Tuesday, April 10, 2012

Managing Multiple JDK on Mac OS X

Recently I had to install the OpenJDK 7 on my Apple MacBook, but keeping the original JDK 6 as my main Java environment. After browsing the Internet I came to a decent set of instructions (Tested with OS X Lion 10.7.3).

In summary:
  1. Get the OpenJDK from http://code.google.com/p/openjdk-osx-build/ (I chose JDK 7u4, which at present seems to be the latest stable build); The JDK 7 is now a regular download by Oracle: http://www.oracle.com/technetwork/java/javase/downloads/index.html
  2. Install the downloaded .dmg package;
  3. Change your Java Preferences accordingly, by moving on top the "OpenJDK 7" item (by default Java SE 6 is the first item - see below picture);
  4. Automatically set the JAVA_HOME variable, so that shell tools work.
To automatically setup the JAVA_HOME variable it's necessary to add few lines to the .profile.
So, edit this file (it's in your home directory) adding the following lines:

# Change your JAVA_HOME
function setjdk() {
   if [ $# -ne 0 ];
      then export JAVA_HOME=`/usr/libexec/java_home -v $@`;
   fi;
   java -version;
}
# Automatically set the JAVA_HOME
export JAVA_HOME=`/usr/libexec/java_home` 
echo 'JAVA_HOME='$JAVA_HOME

Note that the optional setjdk function allows for dynamically changing the JAVA_HOME if you switch items in your "Java Preferences", otherwise many Java tools won't work if JAVA_HOME is not in synch with the System settings.

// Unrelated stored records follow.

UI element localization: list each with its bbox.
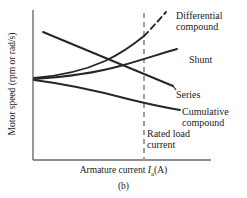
x-axis-title-prefix: Armature current bbox=[80, 165, 148, 175]
y-axis-title-wrap: Motor speed (rpm or rad/s) bbox=[2, 0, 22, 168]
y-axis-title: Motor speed (rpm or rad/s) bbox=[7, 33, 17, 136]
curve-series bbox=[43, 32, 173, 86]
x-axis-title-suffix: (A) bbox=[154, 165, 167, 175]
curve-differential-compound-dashed bbox=[144, 12, 166, 36]
figure-caption: (b) bbox=[0, 181, 247, 192]
annotation-rated-load-current: Rated load current bbox=[147, 128, 190, 150]
curve-label-series: Series bbox=[176, 89, 200, 100]
curve-label-shunt: Shunt bbox=[189, 54, 212, 65]
curve-cumulative-compound bbox=[34, 80, 180, 110]
curve-differential-compound-solid bbox=[34, 36, 144, 78]
figure-panel: Motor speed (rpm or rad/s) Differential … bbox=[0, 0, 247, 198]
curve-label-cumulative-compound: Cumulative compound bbox=[182, 106, 229, 128]
curve-label-differential-compound: Differential compound bbox=[176, 10, 222, 32]
curve-shunt bbox=[34, 49, 177, 79]
x-axis-title: Armature current Ia(A) bbox=[0, 165, 247, 179]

Whenever you change the default JDK using the "Java Preferences" tool, then any new terminal will automatically pick-up the new JAVA_HOME by executing /usr/libexec/java_home, so executing the setjdk function is not usually necessary, unless you really don't want to close and re-open the terminal (opening the terminal reloads the .profile). Alternatively issue the command source .profile in you shell.

That's it, now you can install multiple JDKs and select them dynamically, by just using the "Java Preferences" tool, without touching any system file by hand.


Saturday, April 7, 2012

XML Schema and WSDL modules for Netbeans 7.x

A couple of years ago I wrote a blog entry about how to install the missing XML Schema Editor and related utilities from the dev update center in Netbeans 6.9. Now there is a unofficial update center:

http://deadlock.netbeans.org/hudson/job/xml/lastSuccessfulBuild/artifact/build/updates/updates.xml

It contains the development branches of these and instructions on how to install, thanks to Geertjan Wielenga.

I installed the plugin on Netbeans 7.1 [update: I installed it also in 7.2] and it seems to work, even if I did not test it intensively, primarily because these days I'm no more working that much with XML Schemas and WSDL files.

There is an apparently disabled Hudson project for the XML Tools. Now, if you want to put this nice plugin back into the regular plugin repository, please vote for this issue!